Frederic Shonnard & W.W. Spooner (1900) 241 words View original →

[Frederic Shonnard & W.W. Spooner (1900)] About the time of his return to America to claim his inheritance, young Frederick was married to Joanna, daughter of Lieutenant-Governor Anthony Brockholst, who also had been tenderly reared in England. During the first few years of his residence on his estate he took no part in public life. But from the time of his first election to the assembly, in 1726, until his death, in 1751, he was constantly in official position. His career in the assembly was not specially note-worthy. Despite the rivalry of the Morrises, who stood for political views radically opposed to his own, his seat in the assembly seems never to have been imperiled.
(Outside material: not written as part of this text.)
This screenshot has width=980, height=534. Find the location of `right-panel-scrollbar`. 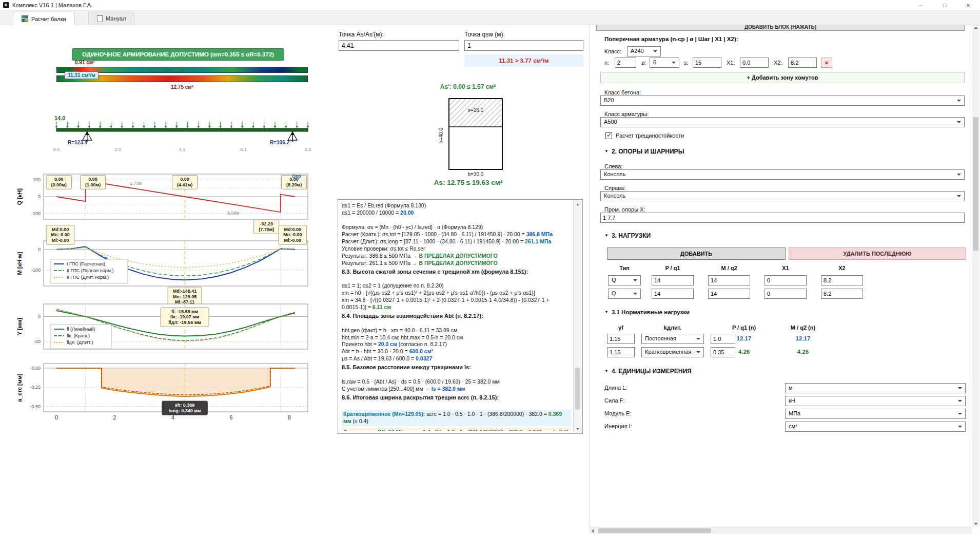

right-panel-scrollbar is located at coordinates (976, 276).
It was an understood thing in West-chester County for more than half a century that one of the county members should always be a Philipse. He was appointed by Gover-nor Montgomerie ou June 24, 1731, third judge of the Supreme Court of the province, and on August 21, 1733, by the removal of Morris from the chief justiceship and the elevation of de Lancey to that office, he became second judge, continuing as such until his death, lie was also, from 1735 until his death, judge of the Court of Com-mon Pleas of Westchester County. In opposing Chief Justice Morris and siding with de Lancey upon the question of the legality of the Court of Chancery appointed to try the Van Dam case, Frederick Philipse followed the natural bent of his sympathies.